Abstract

The ubiquitous dinucleotide P1,P4-di(adenosine-5') tetraphosphate (Ap4A) has been proposed to be involved in DNA replication and cell proliferation, DNA repair, platelet aggregation, and vascular tonus. A protein binding specifically to Ap4A is associated with a multiprotein form of DNA polymerase alpha (pol alpha 2) in HeLa cells. The Ap4A binding protein from HeLa cells has been purified to homogeneity starting from pol alpha 2 complex. The Ap4A binding protein is hydrophobic and is resolved from the pol alpha 2 complex by hydrophobic interaction chromatography on butyl-Sepharose and subsequently purified to homogeneity by chromatography on Mono-Q and Superose-12 FPLC columns.
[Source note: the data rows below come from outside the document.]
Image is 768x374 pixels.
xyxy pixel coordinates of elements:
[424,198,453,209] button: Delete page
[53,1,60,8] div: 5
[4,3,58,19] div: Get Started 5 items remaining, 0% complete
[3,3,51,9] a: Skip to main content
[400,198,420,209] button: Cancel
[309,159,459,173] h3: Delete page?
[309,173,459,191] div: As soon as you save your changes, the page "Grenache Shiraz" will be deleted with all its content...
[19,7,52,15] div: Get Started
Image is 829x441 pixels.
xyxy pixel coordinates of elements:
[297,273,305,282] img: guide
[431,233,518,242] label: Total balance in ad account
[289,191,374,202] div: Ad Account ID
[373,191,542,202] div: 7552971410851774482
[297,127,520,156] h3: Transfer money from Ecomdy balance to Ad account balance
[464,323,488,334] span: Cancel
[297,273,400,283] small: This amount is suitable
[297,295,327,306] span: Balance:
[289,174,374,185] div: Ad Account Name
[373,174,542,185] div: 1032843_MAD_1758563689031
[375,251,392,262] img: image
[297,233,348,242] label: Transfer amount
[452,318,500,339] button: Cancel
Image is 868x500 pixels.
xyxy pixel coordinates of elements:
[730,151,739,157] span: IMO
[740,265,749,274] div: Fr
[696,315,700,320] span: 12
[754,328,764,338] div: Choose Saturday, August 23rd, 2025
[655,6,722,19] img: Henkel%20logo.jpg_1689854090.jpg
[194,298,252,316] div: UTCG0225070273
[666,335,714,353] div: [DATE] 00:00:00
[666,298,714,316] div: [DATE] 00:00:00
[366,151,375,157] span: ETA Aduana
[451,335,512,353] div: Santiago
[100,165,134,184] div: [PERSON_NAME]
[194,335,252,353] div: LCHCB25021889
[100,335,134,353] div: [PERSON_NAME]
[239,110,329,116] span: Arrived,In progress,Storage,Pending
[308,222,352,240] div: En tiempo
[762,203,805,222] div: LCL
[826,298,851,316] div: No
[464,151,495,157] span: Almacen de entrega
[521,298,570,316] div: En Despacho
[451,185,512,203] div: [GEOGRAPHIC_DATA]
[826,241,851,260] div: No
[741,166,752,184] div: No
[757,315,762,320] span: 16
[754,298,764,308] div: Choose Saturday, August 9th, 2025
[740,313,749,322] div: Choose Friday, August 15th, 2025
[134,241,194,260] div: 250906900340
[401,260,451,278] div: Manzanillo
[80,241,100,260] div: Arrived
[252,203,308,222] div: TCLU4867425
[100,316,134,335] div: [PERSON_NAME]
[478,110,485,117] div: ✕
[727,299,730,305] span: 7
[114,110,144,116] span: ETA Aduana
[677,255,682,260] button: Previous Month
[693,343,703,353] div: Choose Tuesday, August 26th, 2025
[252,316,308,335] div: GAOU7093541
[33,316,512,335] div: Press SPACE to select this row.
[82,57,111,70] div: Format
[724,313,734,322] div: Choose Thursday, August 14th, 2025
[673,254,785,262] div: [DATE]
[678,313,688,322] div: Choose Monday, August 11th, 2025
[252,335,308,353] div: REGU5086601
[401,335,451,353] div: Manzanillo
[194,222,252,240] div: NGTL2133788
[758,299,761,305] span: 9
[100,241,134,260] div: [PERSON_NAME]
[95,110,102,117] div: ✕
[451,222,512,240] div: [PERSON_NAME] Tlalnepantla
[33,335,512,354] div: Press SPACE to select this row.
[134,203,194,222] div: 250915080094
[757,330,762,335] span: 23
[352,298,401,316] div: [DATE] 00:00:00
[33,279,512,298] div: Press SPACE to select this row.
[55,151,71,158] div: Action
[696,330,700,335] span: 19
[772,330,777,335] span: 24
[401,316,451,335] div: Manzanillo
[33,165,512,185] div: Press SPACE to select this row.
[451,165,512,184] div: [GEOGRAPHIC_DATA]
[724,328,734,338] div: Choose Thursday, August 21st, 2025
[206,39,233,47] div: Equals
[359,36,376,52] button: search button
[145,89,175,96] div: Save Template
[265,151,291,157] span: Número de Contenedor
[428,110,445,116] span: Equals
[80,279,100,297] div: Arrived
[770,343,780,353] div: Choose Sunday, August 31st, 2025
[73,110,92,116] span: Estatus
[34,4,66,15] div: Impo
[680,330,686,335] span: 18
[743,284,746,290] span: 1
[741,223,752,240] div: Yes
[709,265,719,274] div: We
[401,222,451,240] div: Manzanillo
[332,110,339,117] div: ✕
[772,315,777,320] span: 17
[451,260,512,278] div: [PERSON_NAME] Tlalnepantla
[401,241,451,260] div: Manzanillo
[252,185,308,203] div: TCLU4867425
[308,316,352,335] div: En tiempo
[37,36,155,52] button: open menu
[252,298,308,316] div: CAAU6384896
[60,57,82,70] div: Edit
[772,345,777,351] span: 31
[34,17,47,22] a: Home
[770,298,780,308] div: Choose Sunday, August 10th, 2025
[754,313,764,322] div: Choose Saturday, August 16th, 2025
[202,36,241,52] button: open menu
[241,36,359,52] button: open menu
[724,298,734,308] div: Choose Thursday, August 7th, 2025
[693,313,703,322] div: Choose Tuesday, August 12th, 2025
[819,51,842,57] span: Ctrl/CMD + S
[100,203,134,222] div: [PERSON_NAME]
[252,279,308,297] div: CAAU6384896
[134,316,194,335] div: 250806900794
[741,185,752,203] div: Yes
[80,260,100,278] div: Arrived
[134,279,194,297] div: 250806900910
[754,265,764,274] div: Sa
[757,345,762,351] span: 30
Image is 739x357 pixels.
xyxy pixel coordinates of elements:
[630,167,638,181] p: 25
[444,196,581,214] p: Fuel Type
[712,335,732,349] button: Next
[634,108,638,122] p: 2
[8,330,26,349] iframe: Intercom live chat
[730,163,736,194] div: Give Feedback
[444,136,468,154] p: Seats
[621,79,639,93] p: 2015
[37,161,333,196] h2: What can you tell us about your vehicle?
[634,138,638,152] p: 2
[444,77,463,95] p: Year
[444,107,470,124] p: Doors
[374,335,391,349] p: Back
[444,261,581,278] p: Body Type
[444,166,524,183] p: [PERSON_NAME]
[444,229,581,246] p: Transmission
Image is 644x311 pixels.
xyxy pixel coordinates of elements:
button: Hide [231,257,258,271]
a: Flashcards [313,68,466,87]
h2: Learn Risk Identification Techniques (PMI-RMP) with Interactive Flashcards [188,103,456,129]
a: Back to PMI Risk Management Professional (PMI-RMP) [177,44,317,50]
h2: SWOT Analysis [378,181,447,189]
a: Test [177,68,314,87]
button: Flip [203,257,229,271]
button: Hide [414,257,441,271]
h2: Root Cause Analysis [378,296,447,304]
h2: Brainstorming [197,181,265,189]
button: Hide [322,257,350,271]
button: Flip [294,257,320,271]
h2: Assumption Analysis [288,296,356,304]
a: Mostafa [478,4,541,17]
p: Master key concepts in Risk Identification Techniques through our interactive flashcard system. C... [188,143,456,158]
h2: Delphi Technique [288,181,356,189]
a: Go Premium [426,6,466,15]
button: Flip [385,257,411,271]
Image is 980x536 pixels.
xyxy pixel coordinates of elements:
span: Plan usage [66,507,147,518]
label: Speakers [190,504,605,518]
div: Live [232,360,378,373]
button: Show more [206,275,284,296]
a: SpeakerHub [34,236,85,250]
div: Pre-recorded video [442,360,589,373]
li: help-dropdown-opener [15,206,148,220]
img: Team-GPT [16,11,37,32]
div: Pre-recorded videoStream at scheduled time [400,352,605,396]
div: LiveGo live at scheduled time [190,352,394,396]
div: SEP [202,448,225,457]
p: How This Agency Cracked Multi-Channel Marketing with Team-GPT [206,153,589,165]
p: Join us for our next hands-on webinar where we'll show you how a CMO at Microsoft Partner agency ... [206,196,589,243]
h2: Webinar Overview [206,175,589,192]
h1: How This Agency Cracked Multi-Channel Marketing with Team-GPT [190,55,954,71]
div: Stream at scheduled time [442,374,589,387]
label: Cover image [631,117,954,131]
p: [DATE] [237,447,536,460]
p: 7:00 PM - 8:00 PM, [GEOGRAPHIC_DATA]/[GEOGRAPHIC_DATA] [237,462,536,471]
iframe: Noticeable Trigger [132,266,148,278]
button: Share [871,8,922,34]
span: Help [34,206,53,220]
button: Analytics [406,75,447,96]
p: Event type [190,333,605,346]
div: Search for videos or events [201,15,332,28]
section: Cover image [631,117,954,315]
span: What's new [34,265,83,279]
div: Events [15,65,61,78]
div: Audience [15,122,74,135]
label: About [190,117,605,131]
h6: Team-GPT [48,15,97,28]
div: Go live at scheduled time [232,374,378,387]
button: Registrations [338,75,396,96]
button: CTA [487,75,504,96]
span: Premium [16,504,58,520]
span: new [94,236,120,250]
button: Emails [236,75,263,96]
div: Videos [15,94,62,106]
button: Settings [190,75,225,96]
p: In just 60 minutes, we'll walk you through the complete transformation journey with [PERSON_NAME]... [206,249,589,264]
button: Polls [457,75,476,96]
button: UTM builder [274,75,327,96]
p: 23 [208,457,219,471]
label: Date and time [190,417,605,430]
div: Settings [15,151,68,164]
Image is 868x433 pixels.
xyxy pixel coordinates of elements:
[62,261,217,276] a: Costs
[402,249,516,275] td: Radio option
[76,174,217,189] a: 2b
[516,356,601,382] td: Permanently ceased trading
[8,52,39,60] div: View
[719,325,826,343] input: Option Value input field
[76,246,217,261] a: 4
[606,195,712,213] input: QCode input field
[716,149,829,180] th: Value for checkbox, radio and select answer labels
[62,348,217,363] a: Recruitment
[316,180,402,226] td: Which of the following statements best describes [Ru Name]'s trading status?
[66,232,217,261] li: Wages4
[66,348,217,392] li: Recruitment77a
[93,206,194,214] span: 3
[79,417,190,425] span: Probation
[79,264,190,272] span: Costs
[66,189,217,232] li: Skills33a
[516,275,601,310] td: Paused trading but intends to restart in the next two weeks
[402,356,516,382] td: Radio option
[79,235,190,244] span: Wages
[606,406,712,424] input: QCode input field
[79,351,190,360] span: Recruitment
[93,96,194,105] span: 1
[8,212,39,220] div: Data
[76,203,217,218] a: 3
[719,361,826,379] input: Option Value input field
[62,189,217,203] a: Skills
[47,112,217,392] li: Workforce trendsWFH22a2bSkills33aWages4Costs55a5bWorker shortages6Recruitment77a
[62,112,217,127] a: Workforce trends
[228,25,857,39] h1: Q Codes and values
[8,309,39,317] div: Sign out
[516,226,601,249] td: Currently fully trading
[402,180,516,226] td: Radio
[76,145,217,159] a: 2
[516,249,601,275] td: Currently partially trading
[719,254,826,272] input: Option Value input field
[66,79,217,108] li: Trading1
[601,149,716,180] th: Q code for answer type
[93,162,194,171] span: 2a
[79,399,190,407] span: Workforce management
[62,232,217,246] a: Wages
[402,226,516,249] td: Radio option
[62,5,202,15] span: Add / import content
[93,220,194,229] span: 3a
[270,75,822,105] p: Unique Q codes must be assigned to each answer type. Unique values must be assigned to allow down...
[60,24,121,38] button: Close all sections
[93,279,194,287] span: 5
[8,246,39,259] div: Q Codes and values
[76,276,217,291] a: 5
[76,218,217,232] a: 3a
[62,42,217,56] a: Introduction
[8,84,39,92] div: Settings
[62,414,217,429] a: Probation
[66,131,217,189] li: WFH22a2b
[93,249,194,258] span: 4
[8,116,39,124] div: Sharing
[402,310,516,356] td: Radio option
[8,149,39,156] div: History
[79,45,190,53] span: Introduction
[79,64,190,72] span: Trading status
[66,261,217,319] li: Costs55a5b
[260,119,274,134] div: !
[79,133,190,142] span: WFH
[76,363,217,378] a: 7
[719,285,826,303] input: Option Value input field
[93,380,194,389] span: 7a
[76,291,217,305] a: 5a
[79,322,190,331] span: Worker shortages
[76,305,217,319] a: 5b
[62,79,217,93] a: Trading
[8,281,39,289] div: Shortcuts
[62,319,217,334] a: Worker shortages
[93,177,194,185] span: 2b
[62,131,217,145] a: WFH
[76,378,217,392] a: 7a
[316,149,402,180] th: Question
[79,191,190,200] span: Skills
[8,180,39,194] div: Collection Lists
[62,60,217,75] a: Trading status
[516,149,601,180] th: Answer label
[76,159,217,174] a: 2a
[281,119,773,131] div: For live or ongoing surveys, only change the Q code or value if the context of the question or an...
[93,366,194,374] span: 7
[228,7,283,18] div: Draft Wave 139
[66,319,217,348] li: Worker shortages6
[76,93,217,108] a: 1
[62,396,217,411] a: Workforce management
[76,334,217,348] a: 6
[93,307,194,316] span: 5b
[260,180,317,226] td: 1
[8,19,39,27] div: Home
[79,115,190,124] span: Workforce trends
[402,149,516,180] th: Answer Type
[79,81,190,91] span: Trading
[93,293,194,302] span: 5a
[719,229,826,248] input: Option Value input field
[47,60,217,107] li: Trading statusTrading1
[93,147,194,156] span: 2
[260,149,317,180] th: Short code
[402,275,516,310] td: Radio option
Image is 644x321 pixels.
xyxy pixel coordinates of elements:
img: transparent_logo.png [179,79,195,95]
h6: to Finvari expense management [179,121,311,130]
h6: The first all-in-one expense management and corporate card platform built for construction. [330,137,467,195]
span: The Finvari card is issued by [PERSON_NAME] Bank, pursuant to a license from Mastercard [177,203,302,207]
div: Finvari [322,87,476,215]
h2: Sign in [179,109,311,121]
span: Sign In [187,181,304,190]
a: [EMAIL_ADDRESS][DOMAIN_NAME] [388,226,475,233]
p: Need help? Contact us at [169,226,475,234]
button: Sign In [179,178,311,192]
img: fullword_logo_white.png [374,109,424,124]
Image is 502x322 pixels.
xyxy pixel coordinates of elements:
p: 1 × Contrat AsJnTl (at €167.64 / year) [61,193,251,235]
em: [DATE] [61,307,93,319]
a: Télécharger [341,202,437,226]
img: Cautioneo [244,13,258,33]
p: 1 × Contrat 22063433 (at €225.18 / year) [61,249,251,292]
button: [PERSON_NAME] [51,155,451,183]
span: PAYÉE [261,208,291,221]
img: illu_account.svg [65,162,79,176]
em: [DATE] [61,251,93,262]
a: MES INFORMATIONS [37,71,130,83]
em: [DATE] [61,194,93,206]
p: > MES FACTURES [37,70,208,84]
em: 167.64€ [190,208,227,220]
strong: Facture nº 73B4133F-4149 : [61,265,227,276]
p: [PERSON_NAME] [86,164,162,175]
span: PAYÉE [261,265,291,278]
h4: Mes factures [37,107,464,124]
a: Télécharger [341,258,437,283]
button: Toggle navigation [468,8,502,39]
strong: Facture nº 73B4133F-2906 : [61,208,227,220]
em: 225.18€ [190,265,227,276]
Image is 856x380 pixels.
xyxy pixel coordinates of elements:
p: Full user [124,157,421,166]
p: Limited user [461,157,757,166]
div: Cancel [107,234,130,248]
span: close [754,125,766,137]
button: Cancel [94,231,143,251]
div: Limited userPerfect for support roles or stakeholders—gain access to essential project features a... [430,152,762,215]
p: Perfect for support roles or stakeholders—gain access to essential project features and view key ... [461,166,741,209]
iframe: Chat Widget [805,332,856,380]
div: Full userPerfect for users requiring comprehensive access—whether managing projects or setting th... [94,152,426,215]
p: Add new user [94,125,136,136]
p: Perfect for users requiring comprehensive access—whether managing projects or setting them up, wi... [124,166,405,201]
The Ap4A binding activity elutes as a single symmetrical peak upon gel filtration with a molecular mass of 200 kDa. Upon polyacrylamide gel electrophoresis under nondenaturing conditions, the purified protein migrates as a single protein of 200 kDa. Upon electrophoresis under denaturing conditions, the binding activity is resolved into two polypeptides of 45 and 22 kDa, designated as A1 and A2, respectively. A1 and A2 can be cross-linked using the homobifunctional cross-linking agent disuccinimidyl suberate. The cross-linked protein migrates as a single protein of 210 kDa on polyacrylamide gels under denaturing conditions, suggesting that these two polypeptides are subunits of a single protein. The purified protein binds Ap4A efficiently, and by Scatchard analysis, we have determined a dissociation constant of 0.25 microM, indicating high affinity of Ap4A binding protein to its ligand. ATP is not required for the binding activity. The nonionic detergent Triton X-100 is necessary for stabilizing the purified protein. Amino acid composition analysis indicates that A1 and A2 are distinct.